Penobscot Marine Museum among recipients of national grant

Fri, 09/19/2014 - 8:15am

WASHINGTON, D.C. — The Institute of Museum and Library Services (IMLS) announced grants for five museum projects in Maine, totaling $185,017. The institutions receiving the grants are the Penobscot Marine Museum, the Victoria Mansion, the Aroostook Micmac Council, and the L.C. Bates Museum, which received two grants.

"Maine's museums support the public by providing resources for lifelong learning, serving as stewards of the state's collections, and addressing specific community needs," said IMLS Director Susan H. Hildreth. "These federal investments will ultimately help museums deliver enhanced learning experiences, improve collections care, and address community needs."

Museums will use these funds to support learning experiences, engage community members, make rich collections more accessible, and safeguard the state's cultural and scientific heritage represented by the collections. Grants support a wide variety of projects, including exhibits; onsite and offsite arts and education programming; projects to digitize collections; partnerships to reach underserved neighborhoods and to address community needs; projects for people with disabilities and underserved populations; conservation of threatened or fragile collections, including living collections in zoos and botanical gardens; creative physical spaces for hands-on learning; internships; makerspaces and STEM-based learning projects; and much more.

Penobscot Marine Museum - Searsport, ME
Grant Program: Museums for America
Category: Collections Stewardship
Award Amount: $56,333; Matching Amount: $165,320

The Penobscot Marine Museum will catalogue, digitize, and re-house its National Fisherman photography collection. The catalog records and images will be published on the museum's online collections database. Web access to this collection will open a wealth of information relating to the post-World War II changes in the nation's commercial fishing industry from vessel construction and fishing gear to navigation and fish-finding technology.

L.C. Bates Museum - Hinckley, ME
Grant Program: Museums for America
Category: Learning Experiences
Award Amount: $27,994; Matching Amount: $56,629

L.C. Bates Museum will provide 1,700 rural fourth grade students and their families museum-based STEAM (Science, Technology, Engineering, Art, and Mathematics) educational programming including integrated naturalist, astronomy, and art activities that explore Maine's environment and its solar and lunar interactions. The project will include a series of eight classroom programs, family field trips, TV programs, family and classroom self-guided educational materials, and exhibitions of project activities including student work.

L.C. Bates Museum - Hinckley, ME
Grant Program: Museums for America
Category: Collections Stewardship
Award Amount: $27,171; Matching Amount: $30,003

The L.C. Bates Museum will conserve 63 historically and scientifically significant ornithological taxidermy bird mounts and their associated case housing, and a large blue marlin caught by Ernest Hemingway.

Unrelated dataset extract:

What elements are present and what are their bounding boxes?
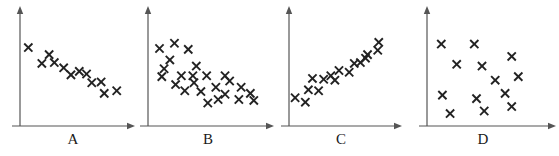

Treatment of these objects will be performed by a private conservator specifically hired for the project who will also provide two collections care-themed workshops and write an article about the project for the Maine Archives and Museums newsletter.

Victoria Mansion - Portland, ME
Grant Program: Museums for America
Category: Collections Stewardship
Award Amount: $24,122

Victoria Mansion will re-house its textile collection of 586 unique, high-end fabrics and trimmings dating from the 1860s. The textile collection is recognized as the only complete physical record of a Herter interior that has survived to the present and is an example of luxury goods available to America's upper classes on the eve of the Civil War. The project will enhance storage for the items in the collection, providing for their long-term preservation.

Aroostook Micmac Council - Presque Isle, ME
Grant Program: Native American/Native Hawaiian Museum Services Program
Award Amount: $49,397

The Aroostook Band of Micmac Museum will further its "Honoring Our Traditional Families" strategy by implementing a range of activities to professionalize the services it provides to the community. IMLS funds will be used to research, design, fabricate, and install a series of three exhibitions that will recognize and pay homage to Micmac basket-making families. Project activities will also include formalizing the museum's infrastructure and governance, hiring a part-time curator of collections, and caring for the Micmac split-ash basket collection.

The grants are among the 263 museum awards made in 2014 by IMLS totaling more than $30 million. A list of the grant recipients is available on the IMLS website.